Holiday Train Show in Times Square

GMA reveals The N.Y. Botanical Garden Holiday Train Show in the studio window.

ByABC News via logo
February 19, 2009, 9:54 AM

Dec. 3, 2007 — -- After two busy months of building and preparing, "Good Morning America" unveiled the premiere installation of its new annual "extraordinary holiday windows" series this morning.

It's called The New York Botanical Garden Holiday Train Show.

Mayor Mike Bloomberg and Gregory Long, NYBG president and CEO, joined "GMA" for the unveiling in Times Square studio to celebrate the legendary train show and remind everyone that it's easy to be green during the holidays.

The Botanical Garden installed a traditional Victorian scene of New York in wintertime, complete with an antique trolley running through, to kick off the new "GMA" holiday tradition.

Both beautiful and eco-friendly, it features more than 140 replicas of New York landmarks created from plant materials such as leaves, seeds, twigs, bark, gourds and pine cones.

Highlights of this year's Holiday Train Show display include the famous Flatiron building and the Enid A. Haupt Conservatory, a beautiful glass hall that houses the actual show.

"GMA's" window can be seen every day until midnight at the Times Square studio on the corner of 43rd Street and Broadway in New York City.

The Holiday Train Show will be on at the Botanical Garden through Jan. 13, 2008.

For more on the Holiday Train Show click here.

Find out more about the Tada! Youth Theater, the children's choir that sang today on "GMA."

Why not take some ideas from the Botanical Garden to spice up your holiday decorations this year? Here's what our display is made of:

Flatiron Building (1901–1903)
175 Fifth Ave., Manhattan

This unusual triangular building, designed by Daniel H. Burnham, marks the beginning of the skyscraper era in New York City. The spire is made of pomegranate and honey locust thorn. Other decorative elements are made of cedrela pods, eucalyptus pods, beechnut husks, shelf fungus, hemlock cones; bands are honeysuckle twigs; masonry is square cut bark pieces; horizontal trim is black cherry and sycamore; and window mullions are black cherry.

Seaport District (1790s–1811)
Corner of Fulton and South streets, Manhattan

The warehouses and counting houses of South Street Seaport were built by Peter Schermerhorn, a merchant and ship owner, when the area was New York's major shipping center. This replica is made of white oak leaves, cinnamon stick slices, walnut shell halves on roof, bark, acorn caps, sliced branch for signs, honeysuckle sticks and various seed pods.

The New York Botanical Garden, Bronx

The conservatory's design, by William R. Cobb of Lord & Burnham, was inspired by two major glasshouses in England: the Palm House at the Royal Botanic Gardens, Kew, and the 1851 Crystal Palace at Hyde Park. Conservatory architects were the first to use curvilinear steel frames and shaped glass. The replica is made of reeds and casting resin for the glass.

Lycée Français de New York (1898–1899)
7 E. 72nd St., Manhattan

Originally the home of Oliver Gould and Mary Brewster Jennings, the curved copper and slate mansard roof, deep-set French windows, and elegant ironwork of this ornate building evoke the opulence of Napoleon III's Paris. This version is made of contorted hazel, pecan shells, reeds, eucalyptus leaves and pods, moss, bark, and shelf fungus.

Apartment Building, 1880s
Manhattan
This prototypical New York apartment building is remade with eucalyptus pods, willow twigs, cinnamon sticks, acorn caps, hemlock cones, moss, gravel, bark, grape vine tendrils.

Great Garden Clock, 1997
The New York Botanical Garden
This lifelike replica of the classic antique clock consists of black cherry wood, grape vine tendrils, walnut bark, sugar pine cone seeds.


== Exercise aim ==
I need the number of lines in the data that contain the word "study", and nothing beyond it.
::::::::::
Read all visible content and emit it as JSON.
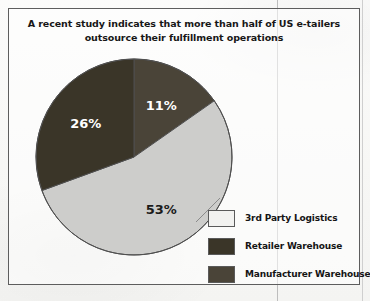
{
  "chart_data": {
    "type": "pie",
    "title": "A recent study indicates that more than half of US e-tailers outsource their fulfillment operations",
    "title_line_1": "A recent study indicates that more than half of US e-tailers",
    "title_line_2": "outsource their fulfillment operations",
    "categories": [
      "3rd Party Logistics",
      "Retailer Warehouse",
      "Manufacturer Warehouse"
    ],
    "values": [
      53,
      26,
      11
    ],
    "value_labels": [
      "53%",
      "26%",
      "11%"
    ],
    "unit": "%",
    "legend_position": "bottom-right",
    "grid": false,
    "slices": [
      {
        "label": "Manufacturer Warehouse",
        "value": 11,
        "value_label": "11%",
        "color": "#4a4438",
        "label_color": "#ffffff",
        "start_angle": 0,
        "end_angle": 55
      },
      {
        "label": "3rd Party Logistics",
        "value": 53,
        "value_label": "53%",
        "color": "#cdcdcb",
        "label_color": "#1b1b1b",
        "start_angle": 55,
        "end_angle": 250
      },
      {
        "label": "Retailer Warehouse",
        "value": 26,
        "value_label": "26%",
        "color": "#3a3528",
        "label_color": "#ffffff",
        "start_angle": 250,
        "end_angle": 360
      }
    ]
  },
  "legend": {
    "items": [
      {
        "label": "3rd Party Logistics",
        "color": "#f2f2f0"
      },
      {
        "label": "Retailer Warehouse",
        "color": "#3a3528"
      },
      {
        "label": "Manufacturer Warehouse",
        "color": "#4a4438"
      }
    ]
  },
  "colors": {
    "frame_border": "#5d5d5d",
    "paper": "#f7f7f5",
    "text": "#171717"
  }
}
::::::::::
== Output for this task ==
2